Marko Attila Hoare (born 1972) is a British historian of the former Yugoslavia who also writes about the current affairs of Southeast Europe, especially Southeast Europe, including Turkey and the Caucasus.
Hoare is the son of the British translator Quintin Hoare and the Croatian journalist and historian Branka Magaš. In his early articles, he signed his name simply as 'Attila Hoare', but since 1999 his articles have been signed Marko Attila Hoare. He is a regular contributor to the Bosnian Institute, UK and other academic publications.
Hoare has been studying the history of the former Yugoslavia since 1993. In the summer of 1995, he acted as translator for the humanitarian aid convoy to the Bosnian town of Tuzla, organised by Workers' Aid for Bosnia, a movement of solidarity in support of the Bosnian people. His degrees in History are a BA (1994) (later converted to an MA) from the University of Cambridge and a MPhil (1997) and PhD from Yale University (2000).
In 1998–2001, he lived and worked in Belgrade, Serbia, and was resident there during the Kosovo War of 1999, and worked a war crimes investigator at the International Criminal Tribunal for the former Yugoslavia, where he participated in the drafting of the indictment against Milošević. Subsequently Hoare was a research assistant at the Bosnian Institute in London (founded by his father Quintin), a British Academy Postdoctoral Research Fellow and a research fellow of the History Faculty of the University of Cambridge, He has been Reader at Kingston University in London since 2006.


[Exercise brief] Your answer should consist of the lines below that hold the word "band".

[Records provided]
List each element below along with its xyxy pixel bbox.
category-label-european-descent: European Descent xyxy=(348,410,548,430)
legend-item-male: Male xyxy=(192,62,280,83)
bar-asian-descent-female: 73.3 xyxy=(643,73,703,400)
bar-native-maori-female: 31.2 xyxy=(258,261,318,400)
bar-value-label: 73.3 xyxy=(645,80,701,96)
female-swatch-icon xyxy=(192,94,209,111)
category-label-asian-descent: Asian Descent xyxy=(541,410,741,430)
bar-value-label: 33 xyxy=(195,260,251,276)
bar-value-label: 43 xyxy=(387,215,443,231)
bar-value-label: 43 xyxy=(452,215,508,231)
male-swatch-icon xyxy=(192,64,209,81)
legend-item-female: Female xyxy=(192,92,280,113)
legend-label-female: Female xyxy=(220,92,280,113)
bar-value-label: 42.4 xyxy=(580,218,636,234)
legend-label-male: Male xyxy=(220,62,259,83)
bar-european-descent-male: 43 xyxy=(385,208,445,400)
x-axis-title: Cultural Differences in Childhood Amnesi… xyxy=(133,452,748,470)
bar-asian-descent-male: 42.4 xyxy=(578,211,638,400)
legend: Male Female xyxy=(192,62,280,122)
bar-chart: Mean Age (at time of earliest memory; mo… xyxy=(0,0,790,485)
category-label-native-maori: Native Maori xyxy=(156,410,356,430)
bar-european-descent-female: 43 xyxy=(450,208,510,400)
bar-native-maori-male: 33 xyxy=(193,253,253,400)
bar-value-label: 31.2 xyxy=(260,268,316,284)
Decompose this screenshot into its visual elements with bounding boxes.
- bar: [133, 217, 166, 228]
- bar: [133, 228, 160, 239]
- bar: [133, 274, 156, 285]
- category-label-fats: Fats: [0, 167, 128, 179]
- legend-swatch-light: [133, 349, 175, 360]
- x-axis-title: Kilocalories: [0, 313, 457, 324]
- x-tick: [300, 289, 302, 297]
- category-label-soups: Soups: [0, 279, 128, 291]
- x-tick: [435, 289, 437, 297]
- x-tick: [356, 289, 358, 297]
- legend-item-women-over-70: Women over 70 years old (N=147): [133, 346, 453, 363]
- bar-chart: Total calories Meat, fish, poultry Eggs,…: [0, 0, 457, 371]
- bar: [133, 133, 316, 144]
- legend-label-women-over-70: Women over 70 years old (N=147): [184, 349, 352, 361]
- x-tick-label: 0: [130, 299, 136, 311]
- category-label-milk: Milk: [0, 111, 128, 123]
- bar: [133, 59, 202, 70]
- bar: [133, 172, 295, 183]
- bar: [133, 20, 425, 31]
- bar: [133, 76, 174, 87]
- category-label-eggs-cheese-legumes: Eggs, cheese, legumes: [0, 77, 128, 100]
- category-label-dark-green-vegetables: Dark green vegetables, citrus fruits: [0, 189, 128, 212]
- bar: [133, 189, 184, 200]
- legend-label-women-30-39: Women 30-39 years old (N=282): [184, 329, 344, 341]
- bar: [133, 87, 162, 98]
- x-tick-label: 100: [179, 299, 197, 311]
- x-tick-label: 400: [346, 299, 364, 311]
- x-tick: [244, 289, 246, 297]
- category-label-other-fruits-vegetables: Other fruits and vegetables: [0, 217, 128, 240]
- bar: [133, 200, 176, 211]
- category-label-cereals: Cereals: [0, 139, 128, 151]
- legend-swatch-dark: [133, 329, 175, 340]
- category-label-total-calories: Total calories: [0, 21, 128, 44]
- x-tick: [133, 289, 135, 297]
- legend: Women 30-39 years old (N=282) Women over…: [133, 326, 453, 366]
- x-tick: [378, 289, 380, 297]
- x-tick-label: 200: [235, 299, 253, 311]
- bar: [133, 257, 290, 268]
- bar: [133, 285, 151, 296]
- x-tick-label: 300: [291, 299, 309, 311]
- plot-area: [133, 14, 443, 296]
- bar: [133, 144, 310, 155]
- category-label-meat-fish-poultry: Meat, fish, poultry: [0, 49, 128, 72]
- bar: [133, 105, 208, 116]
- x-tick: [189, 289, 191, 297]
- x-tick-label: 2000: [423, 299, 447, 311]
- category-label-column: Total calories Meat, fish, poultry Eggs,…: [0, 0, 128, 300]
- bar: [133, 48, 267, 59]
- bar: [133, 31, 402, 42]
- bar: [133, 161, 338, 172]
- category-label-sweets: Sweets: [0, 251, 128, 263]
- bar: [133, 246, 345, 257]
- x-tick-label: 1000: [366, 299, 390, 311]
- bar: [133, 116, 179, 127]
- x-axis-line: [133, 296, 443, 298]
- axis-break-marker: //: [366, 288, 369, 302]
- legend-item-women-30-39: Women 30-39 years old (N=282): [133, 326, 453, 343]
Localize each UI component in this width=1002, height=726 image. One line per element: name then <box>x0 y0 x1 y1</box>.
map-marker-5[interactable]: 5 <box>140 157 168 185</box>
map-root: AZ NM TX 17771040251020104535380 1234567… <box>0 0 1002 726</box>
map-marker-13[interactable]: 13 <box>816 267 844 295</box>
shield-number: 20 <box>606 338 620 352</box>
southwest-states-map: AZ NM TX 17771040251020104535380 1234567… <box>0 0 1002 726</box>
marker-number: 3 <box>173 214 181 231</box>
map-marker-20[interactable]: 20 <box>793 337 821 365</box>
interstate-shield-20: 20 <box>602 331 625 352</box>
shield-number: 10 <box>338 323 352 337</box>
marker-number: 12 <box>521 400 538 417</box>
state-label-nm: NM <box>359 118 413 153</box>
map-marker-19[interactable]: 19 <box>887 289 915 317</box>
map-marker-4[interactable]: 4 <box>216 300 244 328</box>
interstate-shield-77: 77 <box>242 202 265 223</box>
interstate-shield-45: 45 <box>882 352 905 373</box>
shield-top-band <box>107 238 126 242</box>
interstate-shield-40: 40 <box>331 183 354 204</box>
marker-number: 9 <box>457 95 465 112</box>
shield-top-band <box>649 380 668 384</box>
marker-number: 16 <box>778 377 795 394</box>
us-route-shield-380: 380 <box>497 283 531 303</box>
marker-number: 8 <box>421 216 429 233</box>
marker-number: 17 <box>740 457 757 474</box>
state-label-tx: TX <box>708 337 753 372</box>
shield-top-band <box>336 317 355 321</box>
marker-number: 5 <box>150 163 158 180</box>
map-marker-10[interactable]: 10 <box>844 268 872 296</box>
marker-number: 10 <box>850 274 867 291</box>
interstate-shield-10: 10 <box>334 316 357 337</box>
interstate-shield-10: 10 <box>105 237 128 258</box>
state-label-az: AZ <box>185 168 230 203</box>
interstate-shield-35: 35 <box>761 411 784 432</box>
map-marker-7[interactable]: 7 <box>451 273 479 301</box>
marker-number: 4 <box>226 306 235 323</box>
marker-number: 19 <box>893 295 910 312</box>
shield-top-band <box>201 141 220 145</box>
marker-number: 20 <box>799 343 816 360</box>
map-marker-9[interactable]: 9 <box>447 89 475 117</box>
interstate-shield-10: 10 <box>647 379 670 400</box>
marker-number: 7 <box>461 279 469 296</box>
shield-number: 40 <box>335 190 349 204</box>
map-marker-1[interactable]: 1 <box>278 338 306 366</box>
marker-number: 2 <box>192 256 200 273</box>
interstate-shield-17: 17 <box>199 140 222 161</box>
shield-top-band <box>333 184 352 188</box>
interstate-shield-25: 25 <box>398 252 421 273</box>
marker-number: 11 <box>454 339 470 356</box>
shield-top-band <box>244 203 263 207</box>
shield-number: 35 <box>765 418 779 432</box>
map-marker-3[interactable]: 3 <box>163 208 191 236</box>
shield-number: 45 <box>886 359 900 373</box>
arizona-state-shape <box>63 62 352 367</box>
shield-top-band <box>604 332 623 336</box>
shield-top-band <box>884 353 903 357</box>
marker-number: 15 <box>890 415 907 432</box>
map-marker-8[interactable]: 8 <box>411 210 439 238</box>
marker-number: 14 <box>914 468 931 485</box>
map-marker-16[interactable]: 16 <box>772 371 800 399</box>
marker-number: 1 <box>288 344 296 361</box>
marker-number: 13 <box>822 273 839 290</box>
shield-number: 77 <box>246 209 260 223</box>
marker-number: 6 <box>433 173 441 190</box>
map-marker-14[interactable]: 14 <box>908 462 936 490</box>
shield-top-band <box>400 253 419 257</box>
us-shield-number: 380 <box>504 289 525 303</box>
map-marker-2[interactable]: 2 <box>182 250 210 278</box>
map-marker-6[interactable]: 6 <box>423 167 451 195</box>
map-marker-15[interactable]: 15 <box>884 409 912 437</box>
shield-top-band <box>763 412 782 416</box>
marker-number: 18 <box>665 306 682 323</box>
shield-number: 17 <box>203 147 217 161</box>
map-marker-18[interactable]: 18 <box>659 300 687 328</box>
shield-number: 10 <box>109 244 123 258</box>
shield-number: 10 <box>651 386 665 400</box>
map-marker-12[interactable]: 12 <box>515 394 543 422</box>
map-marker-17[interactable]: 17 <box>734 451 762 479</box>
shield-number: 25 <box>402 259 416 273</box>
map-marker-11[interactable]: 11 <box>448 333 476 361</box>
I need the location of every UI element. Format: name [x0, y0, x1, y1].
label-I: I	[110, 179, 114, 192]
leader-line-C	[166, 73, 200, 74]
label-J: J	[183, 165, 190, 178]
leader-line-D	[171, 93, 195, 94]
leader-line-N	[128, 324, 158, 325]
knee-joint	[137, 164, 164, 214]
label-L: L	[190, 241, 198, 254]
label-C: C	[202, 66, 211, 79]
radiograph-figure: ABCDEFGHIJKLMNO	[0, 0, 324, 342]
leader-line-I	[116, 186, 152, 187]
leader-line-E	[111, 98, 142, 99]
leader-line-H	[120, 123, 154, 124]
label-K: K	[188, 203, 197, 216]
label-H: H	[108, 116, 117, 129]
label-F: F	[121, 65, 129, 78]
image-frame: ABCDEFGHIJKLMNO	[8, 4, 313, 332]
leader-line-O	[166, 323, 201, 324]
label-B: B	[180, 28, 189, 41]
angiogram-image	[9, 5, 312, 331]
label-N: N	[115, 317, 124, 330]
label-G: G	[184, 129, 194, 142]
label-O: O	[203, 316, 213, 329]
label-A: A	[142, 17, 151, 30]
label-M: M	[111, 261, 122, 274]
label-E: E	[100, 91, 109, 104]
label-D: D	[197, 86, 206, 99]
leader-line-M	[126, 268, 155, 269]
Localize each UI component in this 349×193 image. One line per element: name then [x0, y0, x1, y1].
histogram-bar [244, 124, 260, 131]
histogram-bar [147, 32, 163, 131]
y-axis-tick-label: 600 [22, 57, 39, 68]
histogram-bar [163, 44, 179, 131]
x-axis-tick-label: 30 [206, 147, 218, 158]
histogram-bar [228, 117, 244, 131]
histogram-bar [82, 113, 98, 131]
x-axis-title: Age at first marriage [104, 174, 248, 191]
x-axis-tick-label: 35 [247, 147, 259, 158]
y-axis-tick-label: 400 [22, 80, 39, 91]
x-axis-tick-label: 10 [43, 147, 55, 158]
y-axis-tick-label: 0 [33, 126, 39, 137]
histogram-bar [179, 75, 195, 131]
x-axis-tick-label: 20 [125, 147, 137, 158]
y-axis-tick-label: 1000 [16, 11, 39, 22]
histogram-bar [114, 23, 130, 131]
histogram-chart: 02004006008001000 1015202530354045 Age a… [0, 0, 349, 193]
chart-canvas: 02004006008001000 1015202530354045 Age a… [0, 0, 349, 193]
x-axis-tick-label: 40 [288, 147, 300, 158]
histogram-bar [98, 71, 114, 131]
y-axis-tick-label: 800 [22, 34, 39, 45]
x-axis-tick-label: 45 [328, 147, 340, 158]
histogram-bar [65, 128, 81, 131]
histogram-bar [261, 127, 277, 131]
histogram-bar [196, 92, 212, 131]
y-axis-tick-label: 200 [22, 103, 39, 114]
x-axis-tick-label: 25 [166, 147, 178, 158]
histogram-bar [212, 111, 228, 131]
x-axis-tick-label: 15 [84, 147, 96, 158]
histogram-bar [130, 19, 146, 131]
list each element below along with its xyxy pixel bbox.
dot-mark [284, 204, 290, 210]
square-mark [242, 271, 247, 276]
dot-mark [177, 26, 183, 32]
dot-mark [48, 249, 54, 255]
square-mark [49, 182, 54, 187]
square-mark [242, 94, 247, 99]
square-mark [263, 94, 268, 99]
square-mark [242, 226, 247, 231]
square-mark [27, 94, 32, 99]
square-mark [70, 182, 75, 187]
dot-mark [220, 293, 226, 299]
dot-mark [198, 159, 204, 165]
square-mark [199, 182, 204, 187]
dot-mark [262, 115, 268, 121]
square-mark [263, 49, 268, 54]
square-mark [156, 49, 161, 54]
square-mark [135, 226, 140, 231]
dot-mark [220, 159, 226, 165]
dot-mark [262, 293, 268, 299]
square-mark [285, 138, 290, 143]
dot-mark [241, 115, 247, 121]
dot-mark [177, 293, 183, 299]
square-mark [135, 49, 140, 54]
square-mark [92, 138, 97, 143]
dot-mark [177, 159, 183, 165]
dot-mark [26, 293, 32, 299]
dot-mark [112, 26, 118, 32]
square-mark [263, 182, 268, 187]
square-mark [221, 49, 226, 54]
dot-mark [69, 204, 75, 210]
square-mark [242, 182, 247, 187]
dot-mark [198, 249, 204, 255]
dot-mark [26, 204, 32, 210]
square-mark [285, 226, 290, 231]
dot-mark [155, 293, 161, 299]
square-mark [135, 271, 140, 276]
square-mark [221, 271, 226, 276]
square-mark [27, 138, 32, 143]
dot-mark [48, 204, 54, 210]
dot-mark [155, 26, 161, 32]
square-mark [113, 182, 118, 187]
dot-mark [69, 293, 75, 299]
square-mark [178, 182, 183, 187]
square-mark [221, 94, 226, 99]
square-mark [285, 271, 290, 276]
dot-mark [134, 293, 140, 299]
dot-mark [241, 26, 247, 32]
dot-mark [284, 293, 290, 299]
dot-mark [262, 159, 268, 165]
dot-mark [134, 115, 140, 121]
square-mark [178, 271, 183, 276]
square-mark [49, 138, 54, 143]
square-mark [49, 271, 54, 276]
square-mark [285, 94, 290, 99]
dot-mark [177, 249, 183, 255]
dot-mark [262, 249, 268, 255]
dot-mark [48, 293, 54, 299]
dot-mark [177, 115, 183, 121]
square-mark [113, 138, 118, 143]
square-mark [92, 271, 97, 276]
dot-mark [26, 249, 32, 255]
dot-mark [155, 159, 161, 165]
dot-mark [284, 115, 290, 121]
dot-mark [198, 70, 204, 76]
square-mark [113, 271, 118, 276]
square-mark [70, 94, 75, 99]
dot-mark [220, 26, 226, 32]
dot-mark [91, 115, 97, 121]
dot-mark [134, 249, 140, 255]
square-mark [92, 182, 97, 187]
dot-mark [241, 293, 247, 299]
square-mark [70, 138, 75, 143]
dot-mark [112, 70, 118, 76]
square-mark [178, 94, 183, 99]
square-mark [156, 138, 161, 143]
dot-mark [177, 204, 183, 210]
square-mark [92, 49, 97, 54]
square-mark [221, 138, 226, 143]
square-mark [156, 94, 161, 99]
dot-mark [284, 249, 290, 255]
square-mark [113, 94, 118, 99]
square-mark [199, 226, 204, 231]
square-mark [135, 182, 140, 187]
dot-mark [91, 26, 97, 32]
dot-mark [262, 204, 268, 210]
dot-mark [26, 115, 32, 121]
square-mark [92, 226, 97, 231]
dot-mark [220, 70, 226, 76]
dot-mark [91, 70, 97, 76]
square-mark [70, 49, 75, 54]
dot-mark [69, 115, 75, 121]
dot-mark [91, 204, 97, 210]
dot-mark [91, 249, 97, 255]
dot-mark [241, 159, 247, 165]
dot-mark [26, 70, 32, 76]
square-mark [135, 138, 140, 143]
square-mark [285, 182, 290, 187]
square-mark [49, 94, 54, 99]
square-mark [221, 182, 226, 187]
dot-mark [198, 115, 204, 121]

[Written solution]
shield-top-band <box>107 238 126 242</box>
shield-top-band <box>649 380 668 384</box>
shield-top-band <box>336 317 355 321</box>
shield-top-band <box>201 141 220 145</box>
shield-top-band <box>333 184 352 188</box>
shield-top-band <box>244 203 263 207</box>
shield-top-band <box>604 332 623 336</box>
shield-top-band <box>884 353 903 357</box>
shield-top-band <box>400 253 419 257</box>
shield-top-band <box>763 412 782 416</box>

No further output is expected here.